Deborah Levy’s Black Vodka collects ten short stories
that are almost painfully pithy: in my last post, I described Levy’s stories as
“twitchily enjoyable, instant gratification with mini-epiphanies that
completely absorbed me.” Twitchy stories are especially difficult to write
about because they’re so here-and-now: it’s hard to retain and then convey the
feeling of instant gratification that comes from those mini-epiphanies without retelling
everything. By contrast, I think sneaky, slow-burn short stories, like those in
Quim Monzó’s A Thousand Morons, which
I wrote
about last time, are easier to describe because they leave behind more traces
of atmosphere and mood.
All that said, I thoroughly enjoyed most of the stories in Black Vodka… and have nothing but respect
for Levy’s ability to write compact observations of contemporary culture, pain,
alienation, and the strange details that accompany them. I also love Levy’s directness,
like this, from “Black Vodka”: “After a while she orders a slice of cheesecake
and asks me if I was born a hunchback.” This isn’t a line I’d marked while
reading, it’s one of many lines I noticed in a random flip through the book. I
don’t idolize lovely sentences because, alas, lovely sentences rarely pile up
to form lovely stories or lovely novels… but Levy does pretty well with hers.
Here are a few notes on four stories I particularly enjoyed:
“Shining a Light” is set in Prague, where one Alice has
arrived without her baggage. She meets two Serbian women at an outdoor movie
screening then meets a man, Alex, through them, setting up opportunities for Levy
to parallel losses of physical baggage and homeland baggage. Alice does fine
without wardrobe changes, “Later, when she walks over the cobblestones towards
her hotel in Malá Strana she realises that arriving in a country with nothing
but the clothes she is wearing has made her more reckless but more
introspective, too.” The story was commissioned for an installation by the
Wapping Project; four writers were asked to write texts to
accompany a photographic narrative.
The main character in “Stardust Nation” drinks cognac out of
an eggcup in the early morning: the story felt almost comfortingly familiar to
me, with wonderful elements of madness and transference that I won’t describe,
lest I give the whole story away. I think the familiarity came from some of the
odd Russian stories I’ve read… And I wrote “kind of sweet” on the Contents page
next to the title “Simon Tegala’s Heart in 12 Parts,” a twelve-installment story
of a man who, among other things, “[decides] to throw the I Ching to discover
if Naomi loved him.” He also buys an old Cadillac to please his beloved. But…
And, finally, there is “Vienna,” which begins with this,
“‘Before I forget,’ Magret’s voice is low and vague, ‘I want to test my new
microwave.’” Sure, why not? She tests with langoustines, a rather risky test, I’d
say, but the microwave works. So do the languages, cultures, millennia, and
sadness Levy piles into “Vienna,” a story that only takes a bit more time to
read than Magret’s langoustines took to cook.
After writing this post, I Googled, curious to find what
others might have written about Black
Vodka, which comes out in late February. I found this Literateur piece by
Alex Christofi, who sums up the collection with this, “Here, as in her previous
plays, stories and novels, her writing exhibits a rhetorical severity which, at
its best, has a mythic, lullaby quality, experimental and at the same time
simple and beautiful.” Black Vodka is
my first Levy book so I can’t compare, but Christofi’s description certainly fits
Black Vodka. And “rhetorical severity”
has a nice ring, doesn’t it?
Disclosure: I
received a review copy of Black Vodka from
And Other Stories; I met Stefan Tobler, publisher at And Other Stories in 2011.
Up next: Moving on to longer stories with Sebastian Faulks’s A Possible Life: A Novel in Five Parts,
a book I’d call a collection of five long stories. Then Therese Bohman’s Drowned, a not-very-long novel. And Zachary Karabashliev’s 18% Gray.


→ Aim of the exercise: Down to the last line, reproduce the data that follows, but skip the pictures.

[Entries from a visual dataset]
◆ ◆ ◆ ◆ ◆

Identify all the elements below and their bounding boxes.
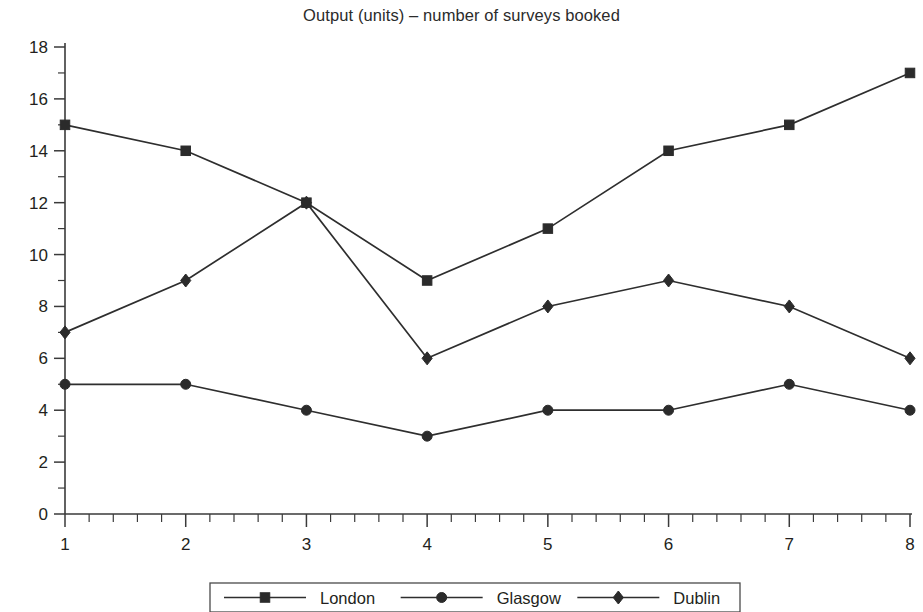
data-point-london-8 (905, 68, 915, 78)
y-axis-tick-label: 6 (39, 349, 48, 368)
y-axis-tick-label: 12 (29, 194, 48, 213)
y-axis-tick-label: 16 (29, 90, 48, 109)
x-axis-tick-label: 1 (60, 535, 69, 554)
y-axis-tick-label: 2 (39, 453, 48, 472)
x-axis-tick-label: 3 (302, 535, 311, 554)
data-point-london-2 (181, 146, 191, 156)
y-axis-tick-label: 14 (29, 142, 48, 161)
data-point-glasgow-3 (301, 405, 311, 415)
data-point-dublin-6 (664, 274, 674, 287)
data-point-glasgow-1 (60, 379, 70, 389)
data-point-glasgow-7 (784, 379, 794, 389)
legend-label-glasgow: Glasgow (497, 589, 561, 607)
data-point-london-4 (422, 276, 432, 286)
series-dublin (60, 196, 915, 365)
y-axis-tick-label: 10 (29, 246, 48, 265)
x-axis-tick-label: 6 (664, 535, 673, 554)
square-marker-icon (260, 593, 270, 603)
data-point-dublin-5 (543, 300, 553, 313)
data-point-dublin-2 (181, 274, 191, 287)
y-axis-tick-label: 0 (39, 505, 48, 524)
series-line-london (65, 73, 910, 281)
x-axis-tick-label: 5 (543, 535, 552, 554)
data-point-london-7 (785, 120, 795, 130)
series-line-glasgow (65, 384, 910, 436)
legend-label-london: London (320, 589, 375, 607)
line-chart: Output (units) – number of surveys booke… (0, 0, 923, 612)
chart-plot-area: 02468101214161812345678LondonGlasgowDubl… (0, 0, 923, 612)
data-point-glasgow-4 (422, 431, 432, 441)
data-point-dublin-1 (60, 326, 70, 339)
circle-marker-icon (437, 593, 447, 603)
data-point-glasgow-5 (543, 405, 553, 415)
legend-label-dublin: Dublin (673, 589, 720, 607)
series-london (60, 68, 915, 285)
y-axis-tick-label: 8 (39, 297, 48, 316)
data-point-london-6 (664, 146, 674, 156)
data-point-glasgow-6 (664, 405, 674, 415)
x-axis-tick-label: 2 (181, 535, 190, 554)
x-axis-tick-label: 4 (422, 535, 431, 554)
data-point-london-5 (543, 224, 553, 234)
data-point-dublin-8 (905, 352, 915, 365)
data-point-glasgow-2 (181, 379, 191, 389)
y-axis-tick-label: 4 (39, 401, 48, 420)
series-glasgow (60, 379, 915, 441)
data-point-dublin-7 (784, 300, 794, 313)
data-point-glasgow-8 (905, 405, 915, 415)
data-point-london-1 (60, 120, 70, 130)
x-axis-tick-label: 8 (905, 535, 914, 554)
y-axis-tick-label: 18 (29, 38, 48, 57)
series-line-dublin (65, 203, 910, 359)
x-axis-tick-label: 7 (785, 535, 794, 554)
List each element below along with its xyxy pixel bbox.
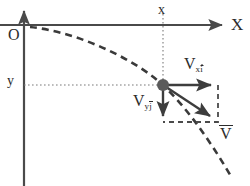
projectile-particle [157,79,169,91]
vy-component-label: Vyj [133,93,152,111]
vx-base: V [184,55,196,72]
x-axis-label: X [231,16,243,33]
j-hat-icon: j [149,102,152,111]
i-hat-icon: i [200,65,203,74]
trajectory-curve [30,27,232,178]
resultant-velocity-label: V [220,126,232,142]
vy-base: V [133,92,145,109]
diagram-canvas [0,0,250,186]
vx-component-label: Vxi [184,56,203,74]
v-overbar-icon: V [220,126,232,142]
y-coordinate-label: y [7,74,14,88]
x-coordinate-label: x [158,3,165,17]
projectile-velocity-diagram: X O x y Vxi Vyj V [0,0,250,186]
origin-label: O [8,27,20,43]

◆ ◆ ◆ ◆ ◆

→ Task result:
Identify all the elements below and their bounding boxes.
data-point-london-8 (905, 68, 915, 78)
y-axis-tick-label: 6 (39, 349, 48, 368)
y-axis-tick-label: 12 (29, 194, 48, 213)
y-axis-tick-label: 16 (29, 90, 48, 109)
x-axis-tick-label: 1 (60, 535, 69, 554)
y-axis-tick-label: 2 (39, 453, 48, 472)
x-axis-tick-label: 3 (302, 535, 311, 554)
data-point-london-2 (181, 146, 191, 156)
y-axis-tick-label: 14 (29, 142, 48, 161)
data-point-glasgow-3 (301, 405, 311, 415)
data-point-dublin-6 (664, 274, 674, 287)
data-point-glasgow-1 (60, 379, 70, 389)
data-point-glasgow-7 (784, 379, 794, 389)
legend-label-glasgow: Glasgow (497, 589, 561, 607)
data-point-london-4 (422, 276, 432, 286)
series-dublin (60, 196, 915, 365)
y-axis-tick-label: 10 (29, 246, 48, 265)
x-axis-tick-label: 6 (664, 535, 673, 554)
square-marker-icon (260, 593, 270, 603)
data-point-dublin-5 (543, 300, 553, 313)
data-point-dublin-2 (181, 274, 191, 287)
y-axis-tick-label: 0 (39, 505, 48, 524)
series-line-london (65, 73, 910, 281)
x-axis-tick-label: 5 (543, 535, 552, 554)
data-point-london-7 (785, 120, 795, 130)
series-line-glasgow (65, 384, 910, 436)
legend-label-london: London (320, 589, 375, 607)
line-chart: Output (units) – number of surveys booke… (0, 0, 923, 612)
chart-plot-area: 02468101214161812345678LondonGlasgowDubl… (0, 0, 923, 612)
data-point-glasgow-4 (422, 431, 432, 441)
data-point-dublin-1 (60, 326, 70, 339)
circle-marker-icon (437, 593, 447, 603)
data-point-glasgow-5 (543, 405, 553, 415)
legend-label-dublin: Dublin (673, 589, 720, 607)
series-london (60, 68, 915, 285)
y-axis-tick-label: 8 (39, 297, 48, 316)
data-point-london-6 (664, 146, 674, 156)
data-point-glasgow-6 (664, 405, 674, 415)
x-axis-tick-label: 2 (181, 535, 190, 554)
x-axis-tick-label: 4 (422, 535, 431, 554)
data-point-london-5 (543, 224, 553, 234)
data-point-dublin-8 (905, 352, 915, 365)
data-point-glasgow-2 (181, 379, 191, 389)
y-axis-tick-label: 4 (39, 401, 48, 420)
series-glasgow (60, 379, 915, 441)
data-point-dublin-7 (784, 300, 794, 313)
data-point-glasgow-8 (905, 405, 915, 415)
data-point-london-1 (60, 120, 70, 130)
x-axis-tick-label: 8 (905, 535, 914, 554)
y-axis-tick-label: 18 (29, 38, 48, 57)
series-line-dublin (65, 203, 910, 359)
x-axis-tick-label: 7 (785, 535, 794, 554)
List each element below along with its xyxy pixel bbox.
projectile-particle [157,79,169,91]
vy-component-label: Vyj [133,93,152,111]
vx-base: V [184,55,196,72]
x-axis-label: X [231,16,243,33]
j-hat-icon: j [149,102,152,111]
i-hat-icon: i [200,65,203,74]
trajectory-curve [30,27,232,178]
resultant-velocity-label: V [220,126,232,142]
vy-base: V [133,92,145,109]
diagram-canvas [0,0,250,186]
vx-component-label: Vxi [184,56,203,74]
v-overbar-icon: V [220,126,232,142]
y-coordinate-label: y [7,74,14,88]
x-coordinate-label: x [158,3,165,17]
projectile-velocity-diagram: X O x y Vxi Vyj V [0,0,250,186]
origin-label: O [8,27,20,43]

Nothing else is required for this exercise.